Researchers examined data from four categories of surgical errors: objects left inside patients, operating on wrong body parts, performing the wrong procedure, and operating on the wrong person. These are deemed 'never events' because they should never occur in correct practice. Surgical errors are increasingly being used to determine the quality of health care in the United States. This study, the first of its kind, was designed to describe the amount and severity of malpractice claims for surgical errors, along with associated patient and provider characteristics.

Using information from the National Practitioner Data Bank, researchers identified over 9,700 relevant malpractice settlements and judgments, totaling $1.3 billion. They found that in these cases, fatal errors occurred in over 6% of patients, permanent injury in nearly 33%, and temporary injury in almost 60%. It was estimated that more than 4,000 surgical errors occur every year in the U.S., and, troublingly, that over 12% of physicians named in malpractice cases were later named in at least one other error claim.

The patient safety researchers estimated that surgeons leave foreign objects in patients (such as a sponge or surgical instrument) an average of 39 times a week. Additionally, surgeons perform the wrong procedure 20 times a week, and surgeons operate on the wrong body part 20 times a week. Researchers believe that their estimations are likely to be on the lower side, as not all victims of such events pursue medical malpractice lawsuits.

Identifying the problem and documenting the magnitude of such events is an integral component of developing better, more efficient health care systems. There are certain errors in the medical field that are not preventable, such as infection rates. The four categories examined in this study, however, are occurrences for which there is universal professional agreement that they should never happen and are entirely preventable. This study illuminates an alarming problem and the immense need for improved safety and regulation.
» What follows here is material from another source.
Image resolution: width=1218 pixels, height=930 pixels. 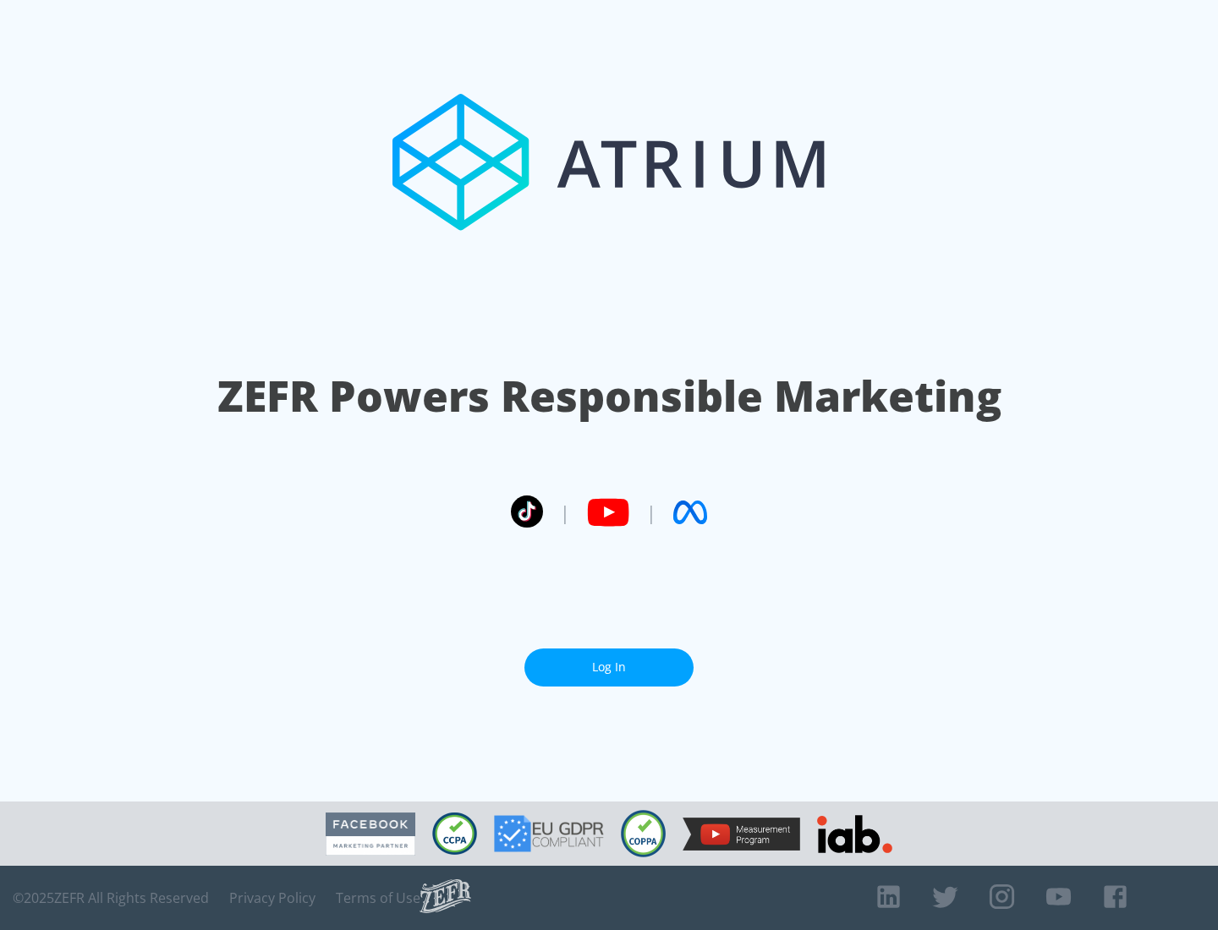 I want to click on img: IAB, so click(x=854, y=834).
These surgical errors occur most often in patients between the ages of 40 and 49. Surgeons in this same age group were responsible for more than a third of these mistakes, compared to surgeons 60 and older, which accounted to little more than 14%. An astounding 62% of doctors were cited in more than one individual medical malpractice report.

Many medical centers employ mandatory 'time-outs' before surgical procedures to ensure medical records and surgical plans match the patient on the operating table. Other regulations in place to prevent surgical errors include counting surgical instruments, using indelible ink to mark operation sites on the body, and surgical checklists. These methods are aimed at reducing the number of surgical errors, but they are far from fool-proof, as proven by the Johns Hopkins study.